Clos du Val Napa Valley Wines

Clos du Val's Bernard Portet refers to the finish of a great wine as its "peacock tail".

Stags Leap District ~ Napa Valley (AVA)

Bernard Portet of Clos du Val: Evolution of the CDV style

"We’re evolving. We’re trying to combine, and it’s difficult, the elegance and balance of the wine with user friendliness."

by Alan Goldfarb
October 4, 2006

Bernard Portet has been involved in the Stags Leap District since before it was even known as the Stags Leaps District. He co-founded Clos du Val on the Silverado Trail south of Yountville in 1972, the same year that Carl Doumani opened his Stags’ Leap Winery and Warren Winiarski started Stag’s Leap Wine Cellars. Of the three, Portet is perhaps best known for making some of the most long-lived wines in the Napa Valley.

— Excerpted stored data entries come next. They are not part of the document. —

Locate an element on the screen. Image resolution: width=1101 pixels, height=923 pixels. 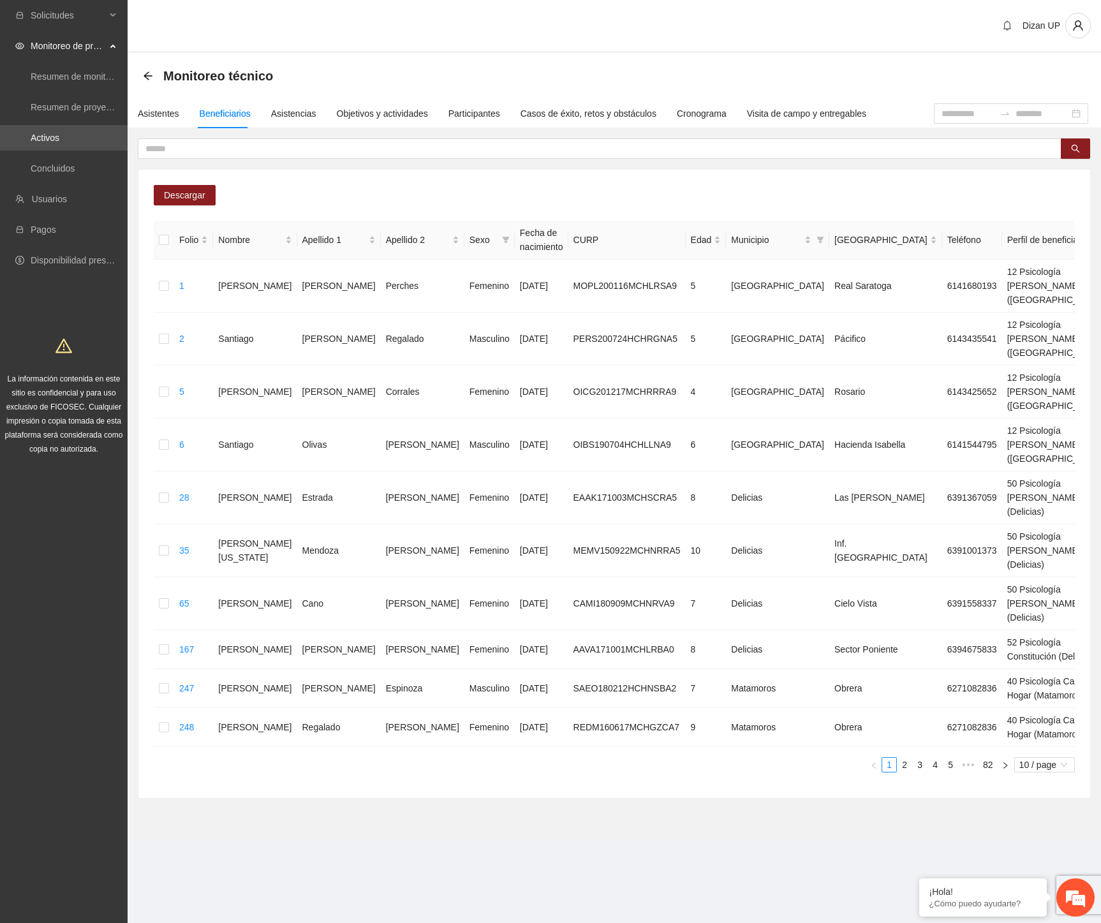
button: search is located at coordinates (1076, 149).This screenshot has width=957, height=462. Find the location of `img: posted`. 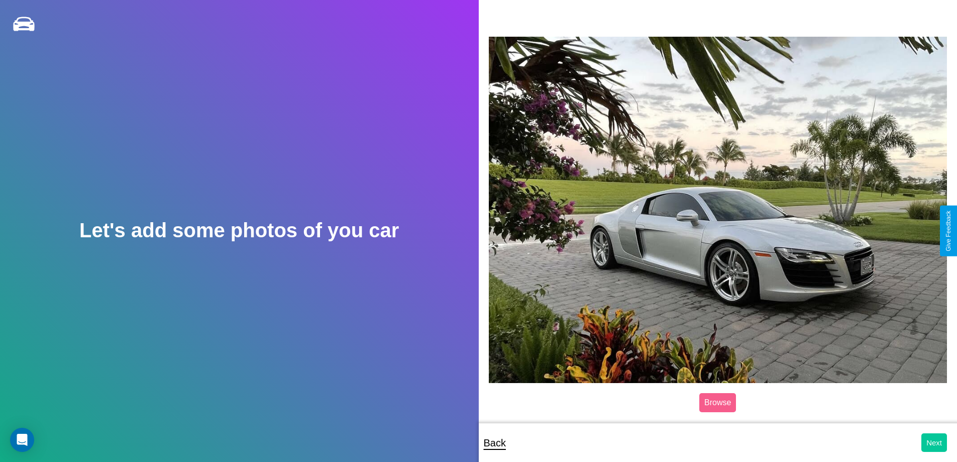

img: posted is located at coordinates (718, 209).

That’s most likely due to the fact that Portet was raised in Bordeaux where he spent many years working with his dad, a régisseur (technical director) at Château Lafite. In other words, Portet believed he could make wines in the Napa Valley in the same way as they’d been doing in France.

At a 25-year retrospective tasting of Clos du Val’s wines in 1999, Alan Goldfarb, AppelllationAmerica's Napa Valley Regional Correspondent, found some of Portet’s earlier wines from the late 1970s and early ‘80s still had vitality. At the same time, he found some of the wines from the ‘90s still hadn’t reached their maturity.

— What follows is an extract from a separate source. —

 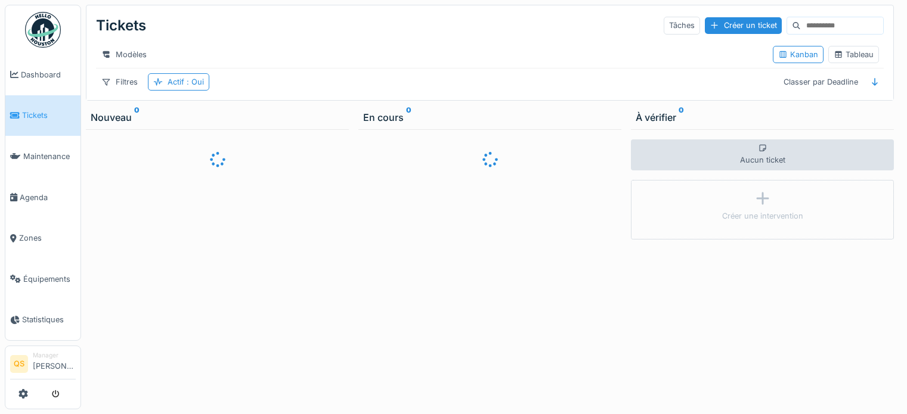 I want to click on a: Tickets, so click(x=43, y=116).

But that philosophy may have changed, although Portet is quick to correct the inquisitor, saying that, at Clos du Val, “we’ve evolved.” This “evolution”, under the direction of winemaker and vineyard manager John Clews, seems to be in response to pressure from the marketplace. Whatever the reason, beginning with the 2001 vintage, we’ve begun to see Portet’s wines become more approachable earlier in their development.

Portet seems reticent about this change, but admitted to Alan Goldfarb that, yes, “at first, I had to acknowledge that our wines were not showy enough. …”

Portet is now the vice chair of Clos du Val, and thus spends about 40 percent of his time these days overseeing his company’s Australian and French holdings. Recently, in a wide-ranging telephone and e-mail conversation, Portet spoke about the evolving culture at Clos du Val.


Alan Goldfarb (AG): Many people tell me that the reason they opened a winery in Stags Leap was because of Warren Winiarski and the fact that he won the Paris Tasting. It made them feel that the area must produce great wine. But you were already there at the same time as Warren, so what led you to decide to open in Stags Leap?